What if DEI initiatives serve as a form of transference, creating a corporate "family" when real families feel out of reach? If society cannot provide stability, why not strive to make the workplace safe, inclusive, and harmonious?
Critics on the right mock this approach, but they overlook the fundamental issue: globalised capital has deprived women of what truly matters, and DEI represents their imperfect solution.
Furthermore, society tends to glorify women as employees while sidelining those who choose motherhood. A genuine conservative vision would honour all women - mothers, caregivers, and professionals - by making their choices viable, rather than forcing them to pursue corporate ladders for survival.
Community Over Chaos
High living costs compel both parents to work, leaving children in state-run breakfast clubs and after-school schemes.
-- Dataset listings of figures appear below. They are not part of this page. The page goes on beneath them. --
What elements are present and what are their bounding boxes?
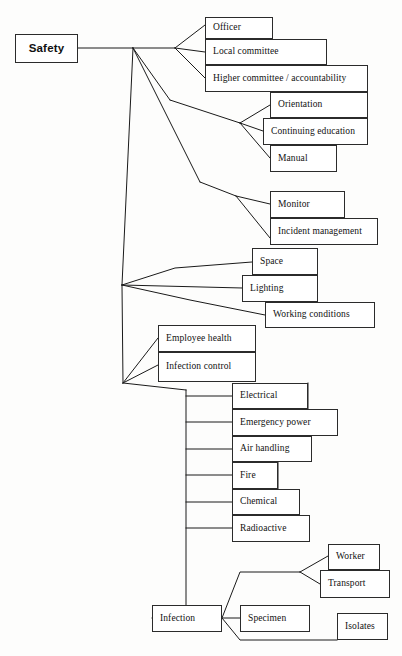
safety-hierarchy-diagram: SafetyOfficerLocal committeeHigher commi… [0, 0, 402, 656]
node-employee_health: Employee health [158, 325, 256, 352]
node-emergency_power: Emergency power [232, 409, 338, 436]
connector-fan-health-infection-ctl [123, 365, 158, 383]
connector-trunk-vertical-main [122, 48, 133, 285]
node-lighting: Lighting [242, 275, 318, 302]
connector-fan-health-to-spine [123, 383, 186, 390]
connector-fan-transport [300, 572, 320, 584]
node-air_handling: Air handling [232, 436, 312, 462]
node-higher_committee: Higher committee / accountability [205, 65, 368, 92]
node-officer: Officer [205, 17, 273, 39]
node-specimen: Specimen [240, 605, 310, 632]
node-space: Space [252, 248, 318, 275]
node-fire: Fire [232, 462, 278, 489]
connector-trunk-to-monitor-branch [133, 48, 200, 182]
connector-fan-committee-local [175, 48, 205, 52]
connector-fan-committee-officer [175, 25, 205, 48]
connector-trunk-lower-vertical [122, 285, 123, 383]
node-monitor: Monitor [270, 191, 345, 218]
node-electrical: Electrical [232, 383, 308, 409]
connector-education-branch-run [170, 100, 240, 123]
node-radioactive: Radioactive [232, 515, 310, 542]
node-manual: Manual [270, 145, 337, 172]
connector-fan-committee-higher [175, 48, 205, 78]
node-transport: Transport [320, 570, 390, 598]
connector-fan-env-space [122, 262, 252, 285]
node-incident_management: Incident management [270, 218, 378, 245]
node-worker: Worker [328, 544, 380, 570]
node-local_committee: Local committee [205, 39, 327, 65]
node-chemical: Chemical [232, 489, 300, 515]
node-working_conditions: Working conditions [265, 302, 375, 328]
node-isolates: Isolates [337, 613, 388, 640]
node-infection: Infection [152, 605, 222, 632]
node-continuing_education: Continuing education [263, 118, 368, 145]
node-orientation: Orientation [270, 92, 368, 118]
connector-fan-env-lighting [122, 285, 242, 288]
connector-fan-health-employee [123, 338, 158, 383]
connector-trunk-to-education-branch [133, 48, 170, 100]
connector-monitor-branch-run [200, 182, 236, 196]
node-infection_control: Infection control [158, 352, 256, 382]
node-root-safety: Safety [15, 34, 78, 63]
This isn't freedom; it's the state usurping the role of families as parents lose precious time to nurture their own children.
For family men, this situation is particularly challenging. Your children grow up amidst this chaos, and your ability to provide stability is undermined by market forces. The focus of DEI on identity - whether racial, gender, or otherwise - may appear to be pandering (and it often is), but it also represents a desperate attempt to find belonging in a world where markets reduce everything to mere numbers.
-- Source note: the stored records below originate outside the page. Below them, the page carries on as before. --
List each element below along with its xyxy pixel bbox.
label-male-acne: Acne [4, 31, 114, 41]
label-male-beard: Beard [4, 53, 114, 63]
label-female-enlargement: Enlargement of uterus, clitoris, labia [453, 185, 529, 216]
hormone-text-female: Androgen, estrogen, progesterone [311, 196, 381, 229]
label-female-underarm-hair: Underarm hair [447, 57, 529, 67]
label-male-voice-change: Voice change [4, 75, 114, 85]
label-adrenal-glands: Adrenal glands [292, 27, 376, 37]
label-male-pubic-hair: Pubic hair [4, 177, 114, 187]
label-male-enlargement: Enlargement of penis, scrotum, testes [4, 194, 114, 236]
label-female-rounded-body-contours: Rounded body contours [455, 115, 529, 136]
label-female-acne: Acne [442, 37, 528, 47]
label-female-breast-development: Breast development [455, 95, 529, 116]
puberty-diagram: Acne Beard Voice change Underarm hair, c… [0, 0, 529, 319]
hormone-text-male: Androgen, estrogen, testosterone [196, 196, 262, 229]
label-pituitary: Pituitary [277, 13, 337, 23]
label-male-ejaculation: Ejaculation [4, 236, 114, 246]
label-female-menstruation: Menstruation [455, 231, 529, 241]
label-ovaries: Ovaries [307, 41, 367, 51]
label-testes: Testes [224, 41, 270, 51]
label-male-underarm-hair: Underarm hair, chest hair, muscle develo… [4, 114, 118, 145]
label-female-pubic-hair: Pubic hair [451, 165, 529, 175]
Gen Z's preoccupation with identity is not the root problem; rather, it is a symptom of a society that is adrift. Conservatives could channel this energy toward fostering national pride, local loyalty, or a shared sense of purpose, instead of allowing market forces to keep us fragmented.
Stability, Not Just Growth
Policies such as tax breaks for working mothers may seem appealing, but they reinforce a system that penalises women who choose to stay at home. Conservatives should advocate for tax relief for single-income families, not just dual-earner households, to ensure that motherhood remains a genuine choice.
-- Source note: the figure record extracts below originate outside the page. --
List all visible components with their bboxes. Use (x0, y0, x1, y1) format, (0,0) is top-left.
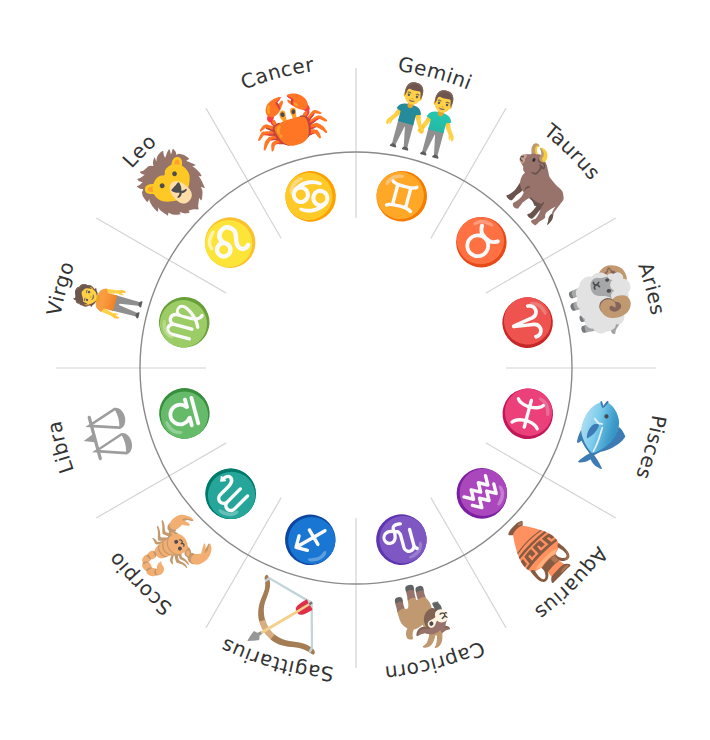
capricorn-goat-icon: ♑ (368, 506, 437, 573)
cancer-crab-icon: ♋ (275, 163, 344, 230)
libra-scales-icon: ♎ (151, 380, 218, 449)
pisces-fish-icon: ♓ (494, 380, 561, 449)
aries-ram-icon: ♈ (494, 287, 561, 356)
sagittarius-arrow-icon: ♐ (275, 506, 344, 573)
virgo-maiden-icon: ♍ (151, 287, 218, 356)
gemini-twins-icon: ♊ (368, 163, 437, 230)
zodiac-wheel: 👬🐂🐏🐟🏺🐐🏹🦂⚖🧍🦁🦀 ♊♉♈♓♒♑♐♏♎♍♌♋ GeminiTaurusAr… (0, 0, 710, 740)
center-hub (206, 218, 506, 518)
scales-icon: ⚖ (64, 398, 149, 471)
While corporate DEI initiatives often overpromise - since diversity alone will not resolve inequality- the underlying principle is sound: businesses must prioritise serving society, not just their shareholders. The right's unwavering faith in free markets overlooks how corporations often evade this responsibility, prioritising short-term profits over long-term sustainability.
A conservative reexamination would eliminate the excesses of DEI, avoiding tokenism and guilt trips, while focusing on providing individuals with a stake in the system. This approach can be termed economic patriotism: companies prosper when communities thrive. This perspective surpasses the left's nanny-state DEI and Conservative Inc’s laissez-faire dogma.
The Contrarian Call
Yes, DEI is a mess: bloated, preachy, and often unjust. However, dismantling it without a strategic plan reflects the right's own groupthink, as inflexible as the left's dogmas. Don't get me wrong; I'm not defending quotas or HR lectures. But dismissing DEI without addressing its underlying causes is a lazy approach. The failures of globalism, alienation, inequality, and cultural decay fuel DEI's appeal, particularly among Zoomers, Gen X, and the women who are shaping it.
Young men, this is your call to lead. Rebuild your communities, stand firm in your values, and prioritise duty over greed. The knee-jerk right's obsession with deregulation will not resolve our issues. Instead, we should embrace the valid principles of DEI—such as belonging, fairness, and stability - principles that women rightly advocate for, even if they are sometimes badly misdirected.
We need a society where markets serve people, not the other way around - where duty takes precedence over greed and community prevails over chaos. Gen Z, Gen X, and women deserve more than woke platitudes or blind worship of the market.